Based on general availability:

          
Lancet Oncology typically publishes its monthly issue mid-month (the February 2026
issue would be expected around now), with online-first articles appearing
continuously.

          
Annals of Oncology similarly has rolling online publications.

I
was unable to confirm specific article titles from these journals for the 8–15
February window.

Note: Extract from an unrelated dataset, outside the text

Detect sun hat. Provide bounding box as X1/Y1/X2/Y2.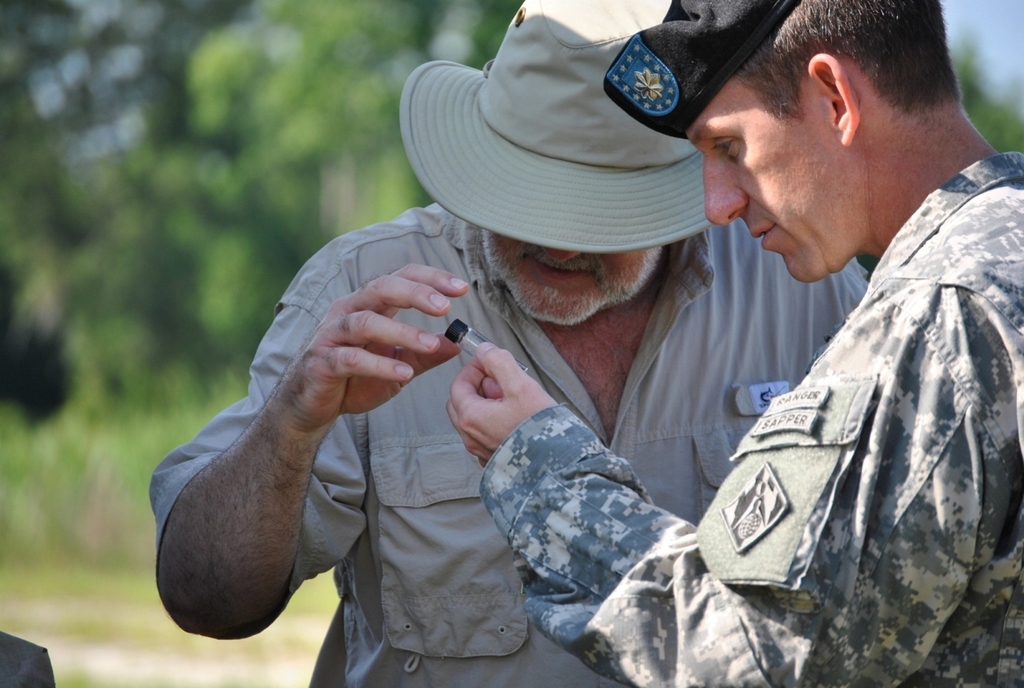
394/0/719/257.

I would recommend checking these directly:

          
🔗
Lancet
Oncology Online First

          
🔗
Annals
of Oncology In Press


Quick-Reference Summary
Table

#

Journal

Topic

Key
Takeaway

1

JAMA
Oncol

NPC:
Induction vs Adjuvant chemoRT

No PFS
difference; adjuvant GP may be preferable to PF

2

JAMA
Oncol

HCC: QoL
+ survival NMA

Atezo-bev
best balance of survival + QoL across all domains

3

JAMA
Oncol

Prostate
Ca screening

Push for
MRI-targeted screening over PSA alone

4

JAMA
Oncol

H&N:
Mupirocin for mucositis

RCT of
bacterial decolonisation during RT — novel supportive care

5

Nat Rev
Clin Oncol

Upper GI:
Anbenitamab in G/GEJ

New
bispecific (HER2/HER3) second-line option

6

Nat Rev
Clin Oncol

Bladder
Ca management

Comprehensive
review of evolving localised bladder Ca care

7

Nat Rev
Clin Oncol

Bladder
Ca: ctDNA-guided therapy

MRD-directed
treatment personalisation in MIBC

8–9

JCO

Skin Ca
& GU Ca

New
original reports (titles not fully accessible)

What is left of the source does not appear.